Teboho Moja on We Wear Our Wheels with Pride | NYU Skirball Center

As a South African of my generation, We wear our wheels with pride is not just a dance performance, it is a return to images many of us have seen and partially remember. I recall holiday trips to Durban as a child and watching with amazement at the well built amaZulu rickshaw pullers. They were decorated with colorful beadwork, which amaZulu women specialize in making, ostrich feathers, cow horns, and sandals made from recycled and repurposed car tires. They had a smile on their face, even on a hot, sunny, and humid day as they awaited tourists to hire their services and, in a jiff, take off as soon as a tourist, or a couple, sat in their rickshaw. The trip was not just for the sake of transport but a performance as they rolled, skipped and moved gracefully to the amusement of the riders and spectators. Histories sit beneath that spectacle? Dignity and defiance lived inside bodies made to labor under colonial modernity. The rhythms, humor, color, and contradiction will feel unmistakably South African.

For South African audiences, the piece is a reminder that our streets, our performance traditions, and our collective memory carry stories that are still moving, still unsettled, and still deeply alive. For international audiences, the piece tells a story of resilience, pride and amazing artwork.

Teboho Moja is Clinical Professor of Higher Education, Steinhardt School of Culture, Education, and Human Development.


## ACTIVITY
Go through the data below and gather each line containing "cone".

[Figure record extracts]
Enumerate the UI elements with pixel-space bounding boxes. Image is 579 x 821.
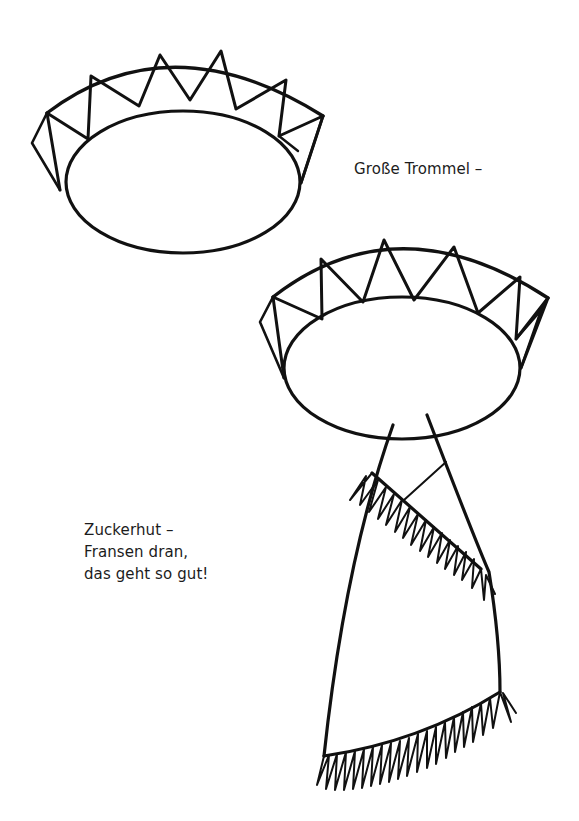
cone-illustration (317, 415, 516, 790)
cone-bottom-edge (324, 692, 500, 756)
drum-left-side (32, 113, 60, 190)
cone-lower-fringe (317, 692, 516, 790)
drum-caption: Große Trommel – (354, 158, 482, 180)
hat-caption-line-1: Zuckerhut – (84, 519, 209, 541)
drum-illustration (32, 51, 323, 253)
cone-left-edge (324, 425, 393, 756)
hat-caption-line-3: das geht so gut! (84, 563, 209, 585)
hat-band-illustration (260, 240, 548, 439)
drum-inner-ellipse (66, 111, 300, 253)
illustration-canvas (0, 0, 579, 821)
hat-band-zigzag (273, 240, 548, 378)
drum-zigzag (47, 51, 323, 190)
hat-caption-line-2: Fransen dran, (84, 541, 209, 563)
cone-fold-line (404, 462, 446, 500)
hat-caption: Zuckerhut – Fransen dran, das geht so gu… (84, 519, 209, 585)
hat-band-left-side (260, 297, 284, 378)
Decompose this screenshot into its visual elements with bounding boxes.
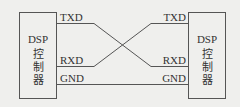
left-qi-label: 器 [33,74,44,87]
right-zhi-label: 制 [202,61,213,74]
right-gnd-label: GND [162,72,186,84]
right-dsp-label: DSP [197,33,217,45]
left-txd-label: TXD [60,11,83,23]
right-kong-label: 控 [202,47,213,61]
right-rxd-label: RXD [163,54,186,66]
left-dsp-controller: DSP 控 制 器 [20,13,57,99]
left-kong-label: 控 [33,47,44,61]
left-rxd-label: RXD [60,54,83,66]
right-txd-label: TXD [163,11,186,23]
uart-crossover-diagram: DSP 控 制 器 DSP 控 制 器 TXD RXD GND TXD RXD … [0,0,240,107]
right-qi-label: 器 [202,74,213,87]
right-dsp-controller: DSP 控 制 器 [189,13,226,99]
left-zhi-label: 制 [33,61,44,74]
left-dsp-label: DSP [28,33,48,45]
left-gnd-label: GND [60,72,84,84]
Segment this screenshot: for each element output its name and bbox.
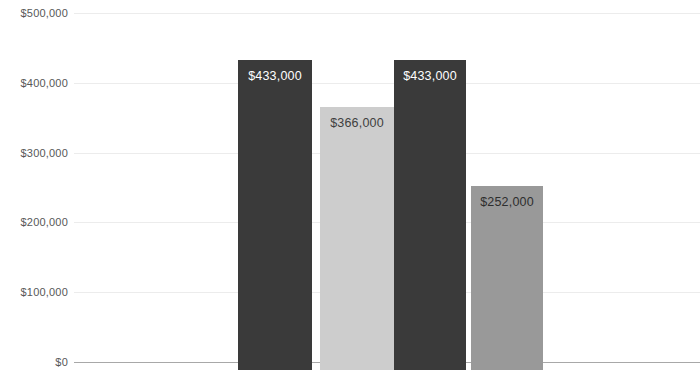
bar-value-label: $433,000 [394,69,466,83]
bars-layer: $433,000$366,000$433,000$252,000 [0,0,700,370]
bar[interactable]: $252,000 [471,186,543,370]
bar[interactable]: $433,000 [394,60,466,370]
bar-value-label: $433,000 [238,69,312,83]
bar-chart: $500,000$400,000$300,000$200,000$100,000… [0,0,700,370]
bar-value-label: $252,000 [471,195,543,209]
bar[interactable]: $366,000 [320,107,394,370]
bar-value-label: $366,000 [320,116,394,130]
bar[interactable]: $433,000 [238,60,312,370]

---

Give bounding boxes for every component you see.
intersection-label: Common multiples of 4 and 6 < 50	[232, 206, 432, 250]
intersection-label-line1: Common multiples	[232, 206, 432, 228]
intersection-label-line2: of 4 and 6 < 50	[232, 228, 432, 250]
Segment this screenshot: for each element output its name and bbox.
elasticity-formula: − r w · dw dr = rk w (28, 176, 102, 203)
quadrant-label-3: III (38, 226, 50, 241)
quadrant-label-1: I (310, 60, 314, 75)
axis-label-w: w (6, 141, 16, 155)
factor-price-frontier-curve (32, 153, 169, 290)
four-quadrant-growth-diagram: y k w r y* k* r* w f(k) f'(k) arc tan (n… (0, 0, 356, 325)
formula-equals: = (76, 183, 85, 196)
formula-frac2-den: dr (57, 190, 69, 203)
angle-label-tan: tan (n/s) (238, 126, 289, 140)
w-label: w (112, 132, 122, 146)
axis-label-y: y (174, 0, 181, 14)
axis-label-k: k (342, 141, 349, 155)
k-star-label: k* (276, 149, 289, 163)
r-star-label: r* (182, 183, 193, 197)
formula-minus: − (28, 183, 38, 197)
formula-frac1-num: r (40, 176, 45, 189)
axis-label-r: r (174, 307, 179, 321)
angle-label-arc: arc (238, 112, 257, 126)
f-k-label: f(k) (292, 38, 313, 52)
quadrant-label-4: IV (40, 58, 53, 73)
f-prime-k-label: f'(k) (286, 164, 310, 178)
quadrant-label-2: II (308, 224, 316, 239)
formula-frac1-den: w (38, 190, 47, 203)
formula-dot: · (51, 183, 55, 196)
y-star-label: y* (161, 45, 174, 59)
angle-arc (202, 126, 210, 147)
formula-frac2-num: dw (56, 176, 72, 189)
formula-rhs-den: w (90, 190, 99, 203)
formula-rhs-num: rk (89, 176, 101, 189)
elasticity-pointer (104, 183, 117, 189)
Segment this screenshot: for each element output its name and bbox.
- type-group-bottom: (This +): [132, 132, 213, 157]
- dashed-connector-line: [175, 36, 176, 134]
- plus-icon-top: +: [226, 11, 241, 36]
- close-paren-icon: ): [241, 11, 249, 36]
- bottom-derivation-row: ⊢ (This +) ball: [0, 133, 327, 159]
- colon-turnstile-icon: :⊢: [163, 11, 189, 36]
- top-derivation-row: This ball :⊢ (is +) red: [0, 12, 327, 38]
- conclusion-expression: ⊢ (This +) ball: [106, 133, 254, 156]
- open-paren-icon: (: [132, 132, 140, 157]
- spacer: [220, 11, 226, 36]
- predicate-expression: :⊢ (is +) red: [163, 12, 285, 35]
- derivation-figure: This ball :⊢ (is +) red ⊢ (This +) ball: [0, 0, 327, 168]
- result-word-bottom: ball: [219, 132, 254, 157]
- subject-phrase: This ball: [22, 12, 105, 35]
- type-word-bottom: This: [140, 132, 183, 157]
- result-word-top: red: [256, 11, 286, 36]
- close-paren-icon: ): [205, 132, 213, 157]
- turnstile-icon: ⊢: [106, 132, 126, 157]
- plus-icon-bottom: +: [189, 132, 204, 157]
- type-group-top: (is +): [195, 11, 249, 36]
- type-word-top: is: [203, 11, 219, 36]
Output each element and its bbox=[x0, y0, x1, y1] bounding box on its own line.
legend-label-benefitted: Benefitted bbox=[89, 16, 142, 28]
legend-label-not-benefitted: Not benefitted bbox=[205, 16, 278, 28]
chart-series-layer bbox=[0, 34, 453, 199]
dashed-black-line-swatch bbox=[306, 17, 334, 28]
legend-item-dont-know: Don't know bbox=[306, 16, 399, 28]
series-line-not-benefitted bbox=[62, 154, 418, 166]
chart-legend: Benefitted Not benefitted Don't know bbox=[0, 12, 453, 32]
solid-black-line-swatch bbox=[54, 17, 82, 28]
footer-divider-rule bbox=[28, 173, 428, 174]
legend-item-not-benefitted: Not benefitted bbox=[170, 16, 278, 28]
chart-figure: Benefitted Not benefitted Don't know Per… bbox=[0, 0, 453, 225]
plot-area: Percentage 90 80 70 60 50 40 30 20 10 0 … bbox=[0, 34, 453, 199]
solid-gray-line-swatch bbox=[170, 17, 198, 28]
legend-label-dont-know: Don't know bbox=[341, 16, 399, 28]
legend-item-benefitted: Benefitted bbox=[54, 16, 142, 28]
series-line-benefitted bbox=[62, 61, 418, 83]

## RESPONSE TO THIS TASK
cone-illustration (317, 415, 516, 790)
cone-bottom-edge (324, 692, 500, 756)
cone-lower-fringe (317, 692, 516, 790)
cone-left-edge (324, 425, 393, 756)
cone-fold-line (404, 462, 446, 500)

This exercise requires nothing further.